With a tall shearwall like that, the lateral deflection at the top of the wall would be primarily due to flexure in the wall vs. shear deformation. Adding sheathing would help in that your effective flexural moment of inertia would be increased.

I'd have to look at the IBC shearwall deflection equation to see where that comes into play.

 
Yes, large anchors will be required.

The prototypical calcs did not include a deflection calc for the shearwall... which I thought was pretty lazy (or just a mistake, we all make them).
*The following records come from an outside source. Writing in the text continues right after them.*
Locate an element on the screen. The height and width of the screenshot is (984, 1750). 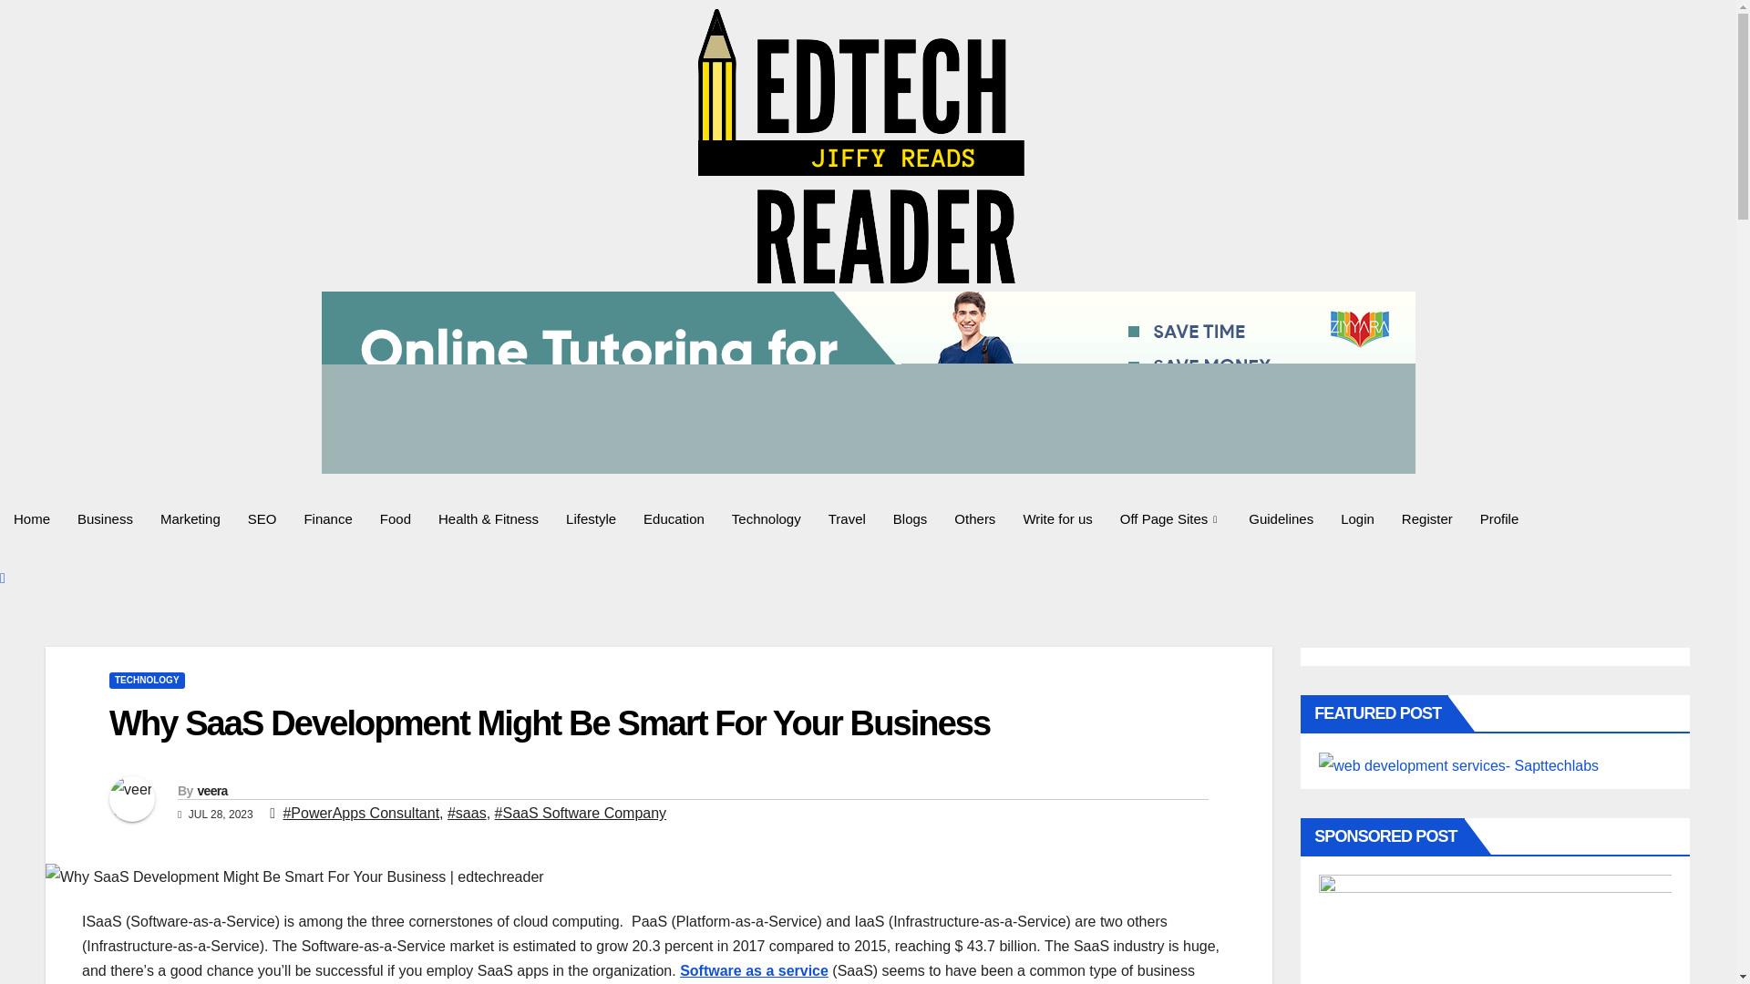
Featured Post is located at coordinates (1458, 767).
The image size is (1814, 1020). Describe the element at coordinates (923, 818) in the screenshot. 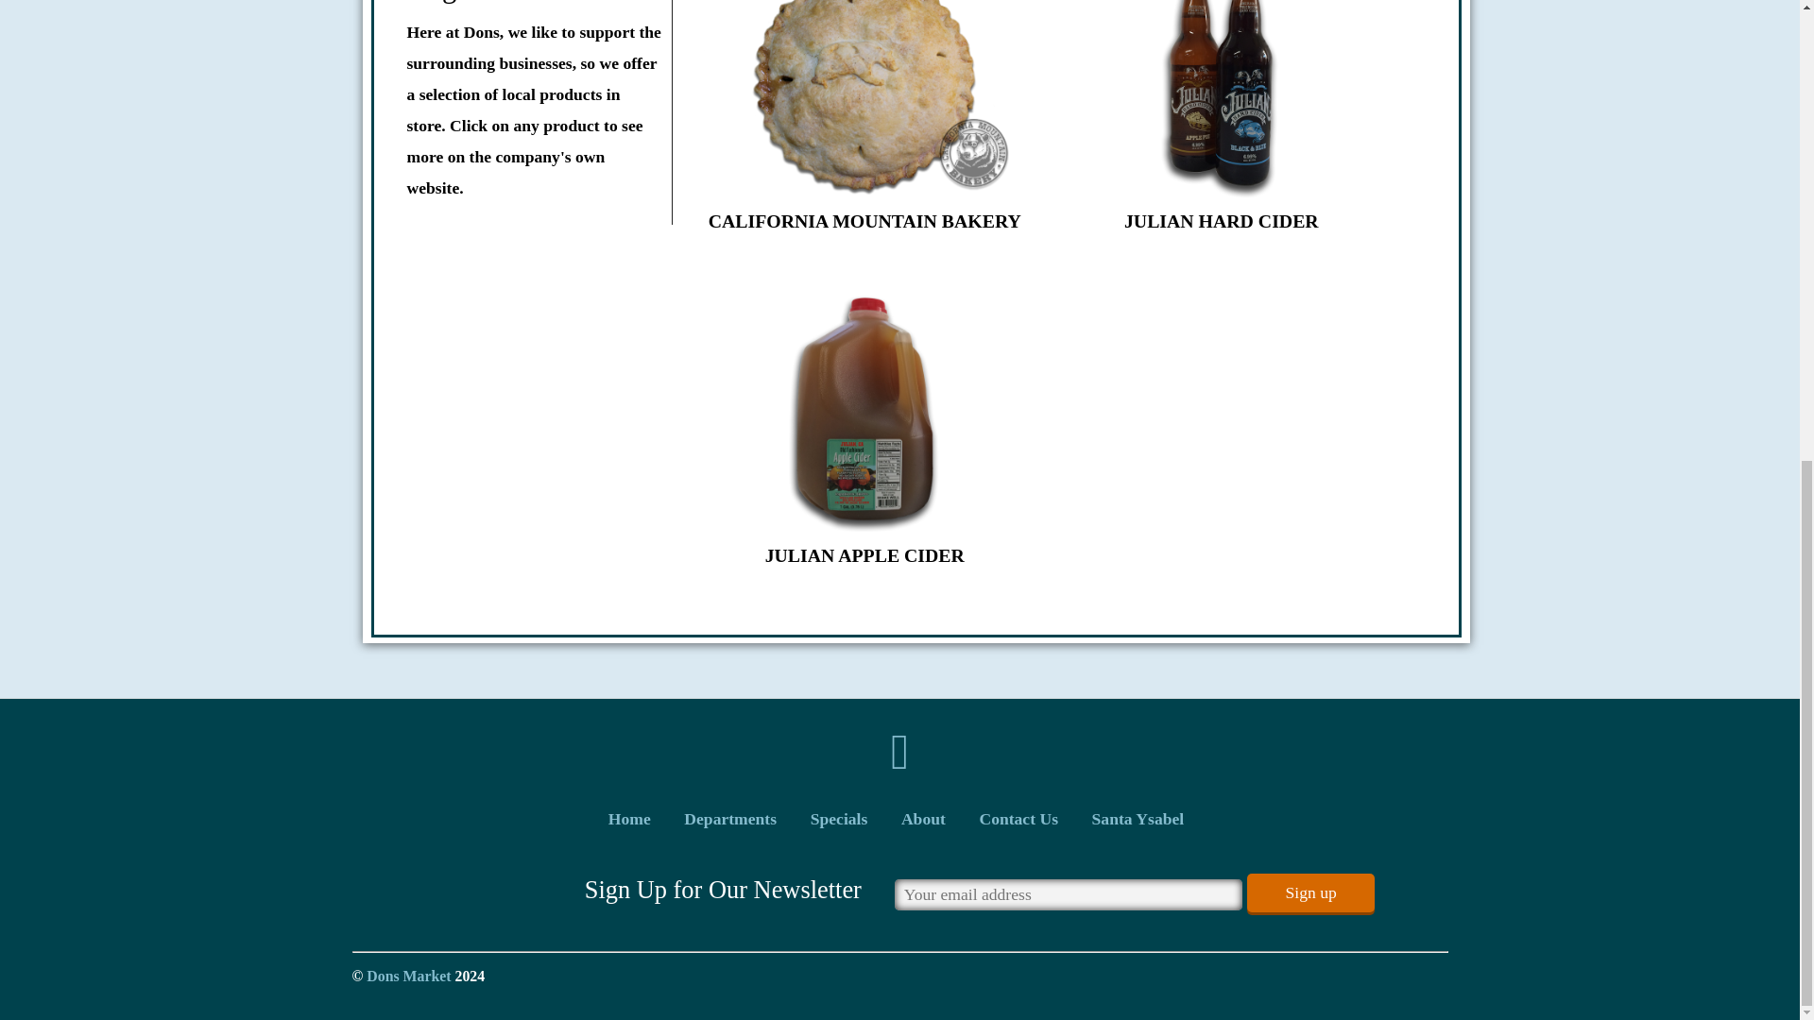

I see `About` at that location.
After sleeping on it, a 4' shearwall is just making me nervous for these loads. I can't see it being stiff enough for this tall of a wall and this particular location. S1=.30, Ss=1.25. I'll just have to talk to the architect and figure something else out.
 
Under seismic - your story drift limit would probably be 0.02H = 3.36 inches.

With wood shearwalls - your R = 6 1/2 +/-. You still might be OK - just might have to use one heavy nailed shearwall system and some high strength hold downs.

 
Sheathing on both sides should greatly reduce the deflection.... As far as hold downs go, I would recommend going to one of the deflection take up devices (Simpson makes an ATS system, Earthbound makes a similar device). These devices greatly reduce the deflection in the wall due to hold down deformation, sill plate crushing, and shrinkage. So, when deflection is a major issue these hold downs seem to be the preferred solution.
 
Don't know if you can do it in your framing system, but if you place a beam over each 4 foot shear wall and make the length , well, say 12 feet for example, you have increased your leverage fo a factor of 3 and will be able to use smaller shearwall holddowns.

Used this trick many times.

Mike McCann
MMC Engineering
Motto: KISS
Motivation: Don't ask
 
Mr. McCann,

That is a great "trick!" I have never heard of that one before, but I really like it.

 
UnneutralAxis,
I don't think that you can divide the calculated deflection by 2 for sheathing on two sides of the shearwall. The deflection equation in the IBC & NDS has 4 components: bending, shear, nail slip & anchorage slip. Maybe you can change the results of one of the components but probably not the total deflection.
You might also remember that the shear value in the components is the Strength level seismic shear (not 0.7E).

Since the shearwall aspect level is greater than 2:1 (14/4=3.5) for seismic loads the unit shear capacity from the capacity tables should be multiplied by 2b/h.
 
The wood code which I use allows plywood sheathing to be installed to both sides of timber framed wall as long as the hold-down requirements are doubled.